BCG Henderson Institute

Only 10% of companies obtain significant financial benefits from artificial intelligence technologies. Why so few?

Our research shows that these companies intentionally change processes, broadly and deeply, to facilitate organizational learning with AI. Better organizational learning enables them to act precisely when sensing opportunity and to adapt quickly when conditions change. Their strategic focus is organizational learning, not just machine learning.

Organizational learning with AI is demanding. It requires humans and machines to not only work together but also learn from each other — over time, in the right way, and in the appropriate contexts. This cycle of mutual learning makes humans and machines smarter, more relevant, and more effective. Mutual learning between human and machine is essential to success with AI. But it’s difficult to achieve at scale.

Our research — based on a global survey of more than 3,000 managers, as well as interviews with executives and scholars — confirms that a majority of companies are developing AI capabilities but have yet to gain significant financial benefits from their efforts. More than half of all respondents affirm that their companies are piloting or deploying AI (57%), have an AI strategy (59%), and understand how AI can generate business value (70%). These numbers reflect statistically significant increases in adoption, strategy development, and understanding from four years ago. What’s more, a growing number of companies recognize a business imperative to improve their AI competencies. Despite these trends, just 1 in 10 companies generates significant financial benefits with AI.

We analyzed responses to over 100 survey questions to better understand what really enables companies to generate significant financial benefits with AI. We found that getting the basics right — like having the right data, technology, and talent, organized around a corporate strategy — is far from sufficient. Only 20% of companies achieve significant financial benefits with these fundamentals alone. Getting the basics right and building AI solutions that the business wants and can use improve the odds of obtaining significant financial benefits, but to just 39%.

Our key finding: Only when organizations add the ability to learn with AI do significant benefits become likely. With organizational learning, the odds of an organization reporting significant financial benefits increase to 73%.

Organizations that learn with AI have three essential characteristics:

  1. They facilitate systematic and continuous learning between humans and machines. Organizational learning with AI isn’t just machines learning autonomously. Or humans teaching machines. Or machines teaching humans. It’s all three. Organizations that enable humans and machines to continuously learn from each other with all three methods are five times more likely to realize significant financial benefits than organizations that learn with a single method.
  2. They develop multiple ways for humans and machines to interact. Humans and machines can and should interact in different ways depending on the context. Mutual learning with AI stems from these human-machine interactions. Deploying the appropriate interaction mode(s) in the appropriate context is critical. For example, some situations may require an AI system to make a recommendation and humans to decide whether to implement it. Some context-rich environments may require humans to generate solutions and AI to evaluate the quality of those solutions. We consider five ways to structure human-machine interactions. Organizations that effectively use all five modes of interaction are six times as likely to realize significant financial benefits compared with organizations effective at a single mode of interaction.
  3. They change to learn, and learn to change. Structuring human and machine interactions to learn through multiple methods requires significant, and sometimes uncomfortable, change. Organizations that make extensive changes to many processes are five times more likely to gain significant financial benefits compared with those that make only some changes to a few processes. These organizations don’t just change processes to use AI; they change processes in response to what they learn with AI.

Organizational learning with AI demands, builds on, and leads to significant organizational change. This report offers a clear, evidence-based view about how to manage organizational learning with AI.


→ **What to produce**:
Please copy the data shown below, word for word.
══ Record set ══
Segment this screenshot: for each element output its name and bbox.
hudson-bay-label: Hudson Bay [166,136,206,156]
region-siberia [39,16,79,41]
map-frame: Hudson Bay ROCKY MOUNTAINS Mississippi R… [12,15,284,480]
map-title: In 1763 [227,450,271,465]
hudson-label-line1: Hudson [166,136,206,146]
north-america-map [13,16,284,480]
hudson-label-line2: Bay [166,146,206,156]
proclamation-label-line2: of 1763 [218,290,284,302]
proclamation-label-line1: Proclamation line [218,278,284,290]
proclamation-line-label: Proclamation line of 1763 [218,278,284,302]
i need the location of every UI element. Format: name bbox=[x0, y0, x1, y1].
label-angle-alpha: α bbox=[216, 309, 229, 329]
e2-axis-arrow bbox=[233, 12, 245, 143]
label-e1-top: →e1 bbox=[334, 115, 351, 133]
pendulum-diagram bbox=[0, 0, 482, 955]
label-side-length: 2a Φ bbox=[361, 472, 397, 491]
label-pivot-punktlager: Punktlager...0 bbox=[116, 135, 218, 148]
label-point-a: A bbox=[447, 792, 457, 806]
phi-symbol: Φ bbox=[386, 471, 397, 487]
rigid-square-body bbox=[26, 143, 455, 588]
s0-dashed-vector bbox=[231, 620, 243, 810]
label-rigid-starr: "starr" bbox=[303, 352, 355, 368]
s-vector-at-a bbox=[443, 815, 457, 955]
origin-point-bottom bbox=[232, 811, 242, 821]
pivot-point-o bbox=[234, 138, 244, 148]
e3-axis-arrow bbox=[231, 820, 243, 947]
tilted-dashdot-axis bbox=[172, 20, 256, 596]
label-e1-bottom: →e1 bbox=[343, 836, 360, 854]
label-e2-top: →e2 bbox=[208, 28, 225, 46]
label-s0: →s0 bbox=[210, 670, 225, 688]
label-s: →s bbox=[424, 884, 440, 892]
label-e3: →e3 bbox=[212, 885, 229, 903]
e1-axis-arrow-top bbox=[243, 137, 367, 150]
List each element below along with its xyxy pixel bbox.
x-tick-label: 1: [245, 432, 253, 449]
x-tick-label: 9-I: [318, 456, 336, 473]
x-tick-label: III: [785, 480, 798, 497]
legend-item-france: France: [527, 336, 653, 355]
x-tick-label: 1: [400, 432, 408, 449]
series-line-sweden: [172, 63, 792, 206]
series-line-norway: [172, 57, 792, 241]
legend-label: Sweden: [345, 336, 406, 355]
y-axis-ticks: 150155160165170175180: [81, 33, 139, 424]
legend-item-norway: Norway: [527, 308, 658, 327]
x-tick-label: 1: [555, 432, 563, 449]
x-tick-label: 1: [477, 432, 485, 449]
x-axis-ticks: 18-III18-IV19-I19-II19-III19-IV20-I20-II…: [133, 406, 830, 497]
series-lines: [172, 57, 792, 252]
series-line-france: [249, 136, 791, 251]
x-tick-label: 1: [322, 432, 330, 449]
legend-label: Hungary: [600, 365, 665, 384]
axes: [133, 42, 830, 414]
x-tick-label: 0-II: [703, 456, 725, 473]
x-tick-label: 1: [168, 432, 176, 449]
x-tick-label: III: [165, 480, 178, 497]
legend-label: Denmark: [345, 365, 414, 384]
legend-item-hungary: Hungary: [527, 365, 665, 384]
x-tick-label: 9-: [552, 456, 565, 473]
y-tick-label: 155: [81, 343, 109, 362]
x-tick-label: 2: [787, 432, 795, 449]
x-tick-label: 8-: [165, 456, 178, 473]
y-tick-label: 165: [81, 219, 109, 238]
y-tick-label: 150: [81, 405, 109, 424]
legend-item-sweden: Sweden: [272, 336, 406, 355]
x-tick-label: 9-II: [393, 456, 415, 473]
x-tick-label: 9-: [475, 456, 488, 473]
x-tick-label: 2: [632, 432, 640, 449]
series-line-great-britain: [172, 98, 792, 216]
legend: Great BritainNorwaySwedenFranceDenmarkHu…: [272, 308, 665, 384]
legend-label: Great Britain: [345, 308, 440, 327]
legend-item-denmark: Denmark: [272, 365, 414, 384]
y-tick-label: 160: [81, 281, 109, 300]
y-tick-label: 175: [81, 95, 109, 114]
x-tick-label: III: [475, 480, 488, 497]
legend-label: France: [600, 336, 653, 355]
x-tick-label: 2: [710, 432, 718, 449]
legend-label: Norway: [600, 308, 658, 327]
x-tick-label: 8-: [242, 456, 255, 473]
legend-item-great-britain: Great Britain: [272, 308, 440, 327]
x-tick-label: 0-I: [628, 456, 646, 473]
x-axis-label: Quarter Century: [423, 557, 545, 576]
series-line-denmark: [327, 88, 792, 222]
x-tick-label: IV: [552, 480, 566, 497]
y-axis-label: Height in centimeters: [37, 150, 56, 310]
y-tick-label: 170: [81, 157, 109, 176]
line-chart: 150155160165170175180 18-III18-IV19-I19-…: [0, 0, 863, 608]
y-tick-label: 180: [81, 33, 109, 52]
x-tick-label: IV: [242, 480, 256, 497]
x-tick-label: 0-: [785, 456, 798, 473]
═══
→ **Exercise answer**:
Segment this screenshot: for each element output its name and bbox.
hudson-bay-label: Hudson Bay [166,136,206,156]
region-siberia [39,16,79,41]
map-frame: Hudson Bay ROCKY MOUNTAINS Mississippi R… [12,15,284,480]
map-title: In 1763 [227,450,271,465]
hudson-label-line1: Hudson [166,136,206,146]
north-america-map [13,16,284,480]
hudson-label-line2: Bay [166,146,206,156]
proclamation-label-line2: of 1763 [218,290,284,302]
proclamation-label-line1: Proclamation line [218,278,284,290]
proclamation-line-label: Proclamation line of 1763 [218,278,284,302]
i need the location of every UI element. Format: name bbox=[x0, y0, x1, y1].
label-angle-alpha: α bbox=[216, 309, 229, 329]
e2-axis-arrow bbox=[233, 12, 245, 143]
label-e1-top: →e1 bbox=[334, 115, 351, 133]
pendulum-diagram bbox=[0, 0, 482, 955]
label-side-length: 2a Φ bbox=[361, 472, 397, 491]
label-pivot-punktlager: Punktlager...0 bbox=[116, 135, 218, 148]
label-point-a: A bbox=[447, 792, 457, 806]
phi-symbol: Φ bbox=[386, 471, 397, 487]
rigid-square-body bbox=[26, 143, 455, 588]
s0-dashed-vector bbox=[231, 620, 243, 810]
label-rigid-starr: "starr" bbox=[303, 352, 355, 368]
s-vector-at-a bbox=[443, 815, 457, 955]
origin-point-bottom bbox=[232, 811, 242, 821]
pivot-point-o bbox=[234, 138, 244, 148]
e3-axis-arrow bbox=[231, 820, 243, 947]
tilted-dashdot-axis bbox=[172, 20, 256, 596]
label-e1-bottom: →e1 bbox=[343, 836, 360, 854]
label-e2-top: →e2 bbox=[208, 28, 225, 46]
label-s0: →s0 bbox=[210, 670, 225, 688]
label-s: →s bbox=[424, 884, 440, 892]
label-e3: →e3 bbox=[212, 885, 229, 903]
e1-axis-arrow-top bbox=[243, 137, 367, 150]
List each element below along with its xyxy pixel bbox.
x-tick-label: 1: [245, 432, 253, 449]
x-tick-label: 9-I: [318, 456, 336, 473]
x-tick-label: III: [785, 480, 798, 497]
legend-item-france: France: [527, 336, 653, 355]
x-tick-label: 1: [400, 432, 408, 449]
series-line-sweden: [172, 63, 792, 206]
series-line-norway: [172, 57, 792, 241]
legend-label: Sweden: [345, 336, 406, 355]
y-axis-ticks: 150155160165170175180: [81, 33, 139, 424]
legend-item-norway: Norway: [527, 308, 658, 327]
x-tick-label: 1: [555, 432, 563, 449]
x-tick-label: 1: [477, 432, 485, 449]
x-axis-ticks: 18-III18-IV19-I19-II19-III19-IV20-I20-II…: [133, 406, 830, 497]
series-lines: [172, 57, 792, 252]
series-line-france: [249, 136, 791, 251]
x-tick-label: 1: [322, 432, 330, 449]
legend-label: Hungary: [600, 365, 665, 384]
axes: [133, 42, 830, 414]
x-tick-label: 0-II: [703, 456, 725, 473]
x-tick-label: 1: [168, 432, 176, 449]
x-tick-label: III: [165, 480, 178, 497]
legend-label: Denmark: [345, 365, 414, 384]
legend-item-hungary: Hungary: [527, 365, 665, 384]
x-tick-label: 9-: [552, 456, 565, 473]
y-tick-label: 155: [81, 343, 109, 362]
x-tick-label: 2: [787, 432, 795, 449]
x-tick-label: 8-: [165, 456, 178, 473]
y-tick-label: 165: [81, 219, 109, 238]
y-tick-label: 150: [81, 405, 109, 424]
legend-item-sweden: Sweden: [272, 336, 406, 355]
x-tick-label: 9-II: [393, 456, 415, 473]
x-tick-label: 9-: [475, 456, 488, 473]
x-tick-label: 2: [632, 432, 640, 449]
series-line-great-britain: [172, 98, 792, 216]
legend: Great BritainNorwaySwedenFranceDenmarkHu…: [272, 308, 665, 384]
legend-label: Great Britain: [345, 308, 440, 327]
legend-item-denmark: Denmark: [272, 365, 414, 384]
y-tick-label: 160: [81, 281, 109, 300]
y-tick-label: 175: [81, 95, 109, 114]
x-tick-label: III: [475, 480, 488, 497]
legend-label: France: [600, 336, 653, 355]
x-tick-label: 2: [710, 432, 718, 449]
legend-label: Norway: [600, 308, 658, 327]
x-tick-label: 8-: [242, 456, 255, 473]
legend-item-great-britain: Great Britain: [272, 308, 440, 327]
x-tick-label: 0-I: [628, 456, 646, 473]
x-axis-label: Quarter Century: [423, 557, 545, 576]
series-line-denmark: [327, 88, 792, 222]
x-tick-label: IV: [552, 480, 566, 497]
y-axis-label: Height in centimeters: [37, 150, 56, 310]
y-tick-label: 170: [81, 157, 109, 176]
line-chart: 150155160165170175180 18-III18-IV19-I19-…: [0, 0, 863, 608]
y-tick-label: 180: [81, 33, 109, 52]
x-tick-label: IV: [242, 480, 256, 497]
x-tick-label: 0-: [785, 456, 798, 473]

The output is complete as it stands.